‘It’s a Proud Moment’: Stella McCartney on Returning to Collaborate With H&M, 20 Years Later
The reason for the comprehensive offering with H&M (and for including so many of her greatest hits) is also because, as McCartney puts it, “I’m not an elitist designer, and I’ve always really struggled with the fact that the majority of people who love my stuff can’t get my stuff because of the price point.” Plus, the ability to bring the lessons she’s learned from working on her own brand to fashion houses working at a bigger scale—hence her strategic alliances with multiple luxury conglomerates—has always excited her. “Obviously, when you’re working with the finest materials, you’re working with innovators, you’re growing mushrooms in labs, the price points are higher,” she continues. “But my goal is to infiltrate from within, and to show people that they can work this way. Why do you think I went into bed with Kering and LVMH? It’s like, if I can do this, you can do it. I feel like I’m almost like a research lab to show people that you can do this, at every level.”
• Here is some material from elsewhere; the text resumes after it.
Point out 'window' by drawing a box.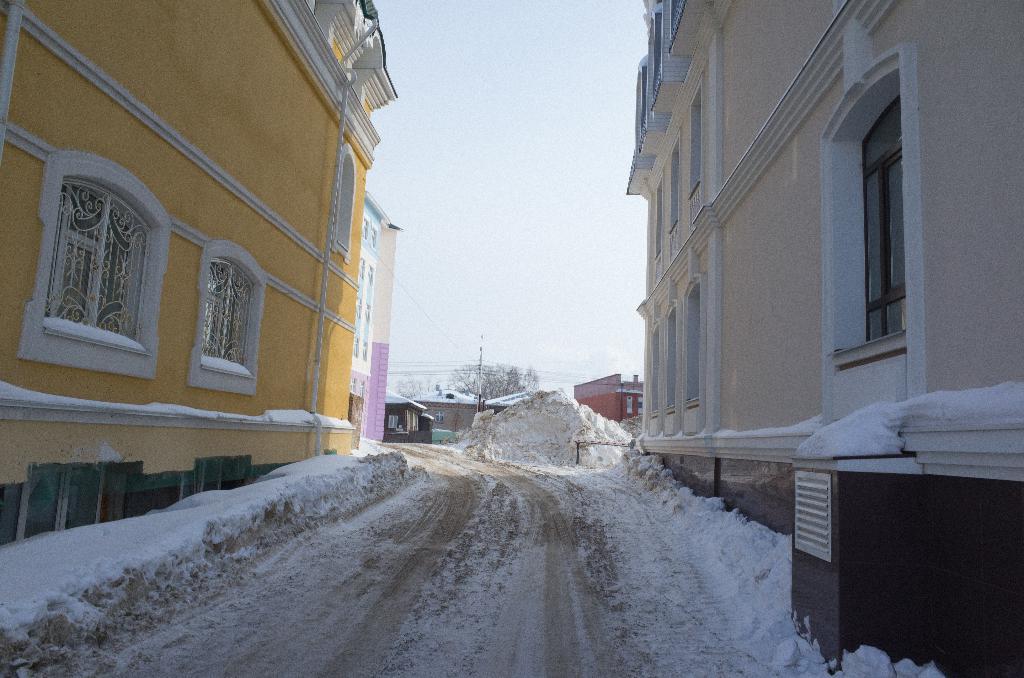
[371,228,378,246].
Indeed, what is most astonishing—as H&M’s top creative advisor and designer whisperer Ann-Sofie Johansson tells me while leafing through the racks of clothes before McCartney’s arrival—is the level of care that has gone into making every piece as responsibly manufactured as it can possibly be. There are labels proudly displayed next to every piece that outline the materials used—organic cotton and silk, circular viscose, wool sourced from farms with strict animal welfare guidelines, textiles made from recycled feedstock—as well as information on the various innovative fabrics and techniques they tapped to make it all. “We have a third-party certification on many of them, so it’s not like we’re just saying it,” Johansson notes. “We work with a whole range of different outside organizations for that.”
Photo: Sam Rock / Courtesy of H&M
Photo: Sam Rock / Courtesy of H&M
It would be easy to dismiss the efforts of a retail giant like H&M—whose business model, some would argue, is fundamentally incompatible with sustainable principles—to do all this. But at a moment when a vast number of brands have rolled back their sustainability efforts (many for political reasons), it’s cheering to see a retailer double down on those efforts: Alongside the collaboration, H&M is launching an Insights Board with McCartney to further that conversation, and by 2030, its target is to be using 100% recycled or sustainably sourced materials. “We have some tough goals, but we’re continuing with our goals in a very transparent way, and we’re trying to make it as big as possible,” says Johansson of applying the lessons learned through their partnership with McCartney to the brand’s projects more widely. “Some of the things are harder to scale, but we can apply it, of course, to more of our collections. That is usually how it works for us: We do it for a smaller, more limited [offering], and then we can scale it up.”
As for how McCartney sees it: “The reason for me to do it is to go, okay, let’s start a conversation,” she says. “Yes, this is fast fashion: it’s not perfect. Often, it’s shit, but we can make it less shit—sorry for my language. We can make positive progress. It can be better. That makes me so excited.”